The SEC’s plan, which will be out for public comment, would require:

  • A firm to eliminate or neutralize the effect of conflicts of interest associated with the firm’s use of covered technologies in investor interactions that place the firm’s or its associated person’s interest ahead of investors’ interests
  • A firm that has any investor interaction using covered technology to have written policies and procedures reasonably designed to prevent violations of (in the case of investment advisors) or achieve compliance with (in the case of broker-dealers) the proposed rules
  • Recordkeeping related to the proposed rules

‘Deeply Concerned’

The plan is already drawing criticism.

Gail Bernstein, general counsel for the Investment Adviser Association in Washington, told ThinkAdvisor on Wednesday in an email that, based on a preliminary review and statements made by some of the commissioners at the open meeting, IAA “is deeply concerned about the proposed rules around advisors’ use of technology.”

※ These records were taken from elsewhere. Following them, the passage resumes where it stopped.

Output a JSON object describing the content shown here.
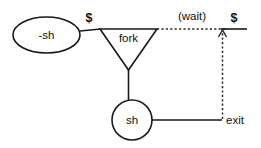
{
  "diagram": {
    "colors": {
      "stroke": "#1a1a1a",
      "dashed_stroke": "#2b2b2b",
      "text": "#111111",
      "background": "#ffffff"
    },
    "nodes": [
      {
        "id": "login-shell",
        "shape": "ellipse",
        "label": "-sh",
        "cx": 46.5,
        "cy": 35,
        "rx": 33.5,
        "ry": 18
      },
      {
        "id": "fork",
        "shape": "triangle-down",
        "label": "fork",
        "label_x": 128.5,
        "label_y": 39,
        "points": "100,29 157,29 128.5,70"
      },
      {
        "id": "child-shell",
        "shape": "circle",
        "label": "sh",
        "cx": 132,
        "cy": 120,
        "r": 20
      }
    ],
    "edges": [
      {
        "id": "login-to-fork",
        "style": "solid",
        "from": "login-shell",
        "to": "fork",
        "path": "M 80 31 L 101 29"
      },
      {
        "id": "fork-to-child",
        "style": "solid",
        "from": "fork",
        "to": "child-shell",
        "path": "M 128.5 69 L 128.5 100"
      },
      {
        "id": "child-to-exit",
        "style": "solid",
        "from": "child-shell",
        "to": "exit-point",
        "path": "M 152 120 L 222 120"
      },
      {
        "id": "wait-edge",
        "style": "dashed",
        "from": "fork",
        "to": "prompt-return",
        "path": "M 157 29 L 228 29"
      },
      {
        "id": "exit-return-edge",
        "style": "dashed",
        "from": "exit-point",
        "to": "prompt-return",
        "path": "M 222.5 119 L 222.5 33"
      },
      {
        "id": "prompt-baseline",
        "style": "solid",
        "from": "prompt-return",
        "to": "prompt-end",
        "path": "M 221 29 L 247 29"
      }
    ],
    "arrowheads": [
      {
        "id": "return-arrowhead",
        "direction": "up",
        "points": "218.5,37 222.5,30 226.5,37"
      }
    ],
    "labels": [
      {
        "id": "prompt-left",
        "text": "$",
        "x": 89,
        "y": 22,
        "class": "sigil"
      },
      {
        "id": "wait",
        "text": "(wait)",
        "x": 192,
        "y": 20,
        "class": "edge"
      },
      {
        "id": "prompt-right",
        "text": "$",
        "x": 234,
        "y": 22,
        "class": "sigil"
      },
      {
        "id": "exit",
        "text": "exit",
        "x": 226,
        "y": 124,
        "class": "edge-left"
      }
    ]
  }
}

The plan, according to Bernstein, “continues a troubling pattern in the commission’s approach to rulemaking in the investment advisor space. The proposal again appears not to identify and support with data the need for a new regulation, seeming to dismiss existing regulatory obligations that already govern the conduct the proposal is trying to address.”

Further, Bernstein continued, “it also doesn’t seem to seriously consider operational difficulties or accurately describe the likely costs advisors will bear, particularly smaller advisors. These operational difficulties and costs will be on top of the many other new requirements coming at advisors at an unprecedented speed and scale.”

The proposal “is also another example of the commission’s moving away from the principles-based regulatory framework for advisors — which includes their overarching fiduciary duty — towards more prescriptive and rigid requirements that will likely result in advisors’ judgments being second-guessed in hindsight,” Bernstein added.

‘Internet’ Advisors

The SEC’s plan regarding when investment advisors providing advisory services over the internet can register with the SEC “would modernize the Internet Advisers Exemption in two ways,” Gensler explained.

First, the SEC’s plan would require advisors seeking to rely on the Internet Advisers Exemption “to have at all times an operational, interactive website through which the advisor provides digital investment advisory services on an ongoing basis to more than one client,” Gensler explained.

“That means, if the proposal is adopted, firms that rely on the Internet Advisers Exemption — thus being regulated by the SEC rather than state securities regulators — would actually need to advise clients through the internet and do so from the moment the firms rely on this exception. The website cannot be used as a prop, akin to how a man behind the curtain used props to pretend to be the Wizard of Oz,” Gensler said.

Second, the proposal would require advisors seeking to rely on the Internet Advisers Exemption to provide advice to clients “exclusively through this operational, interactive website,” Gensler continued. “Currently, the rule allows advisors to qualify as internet advisors while, for instance, also serving a small number of investors in person, over the phone or by other means.”

These changes, Gensler stated, “would better reflect what it means in 2023 truly to provide an exclusively internet-based service.”

The plan requires that internet advisors “have an operational, interactive website at the time of registration,” William Birdthistle, director of the SEC’s Division of Investment Management, said during the open meeting.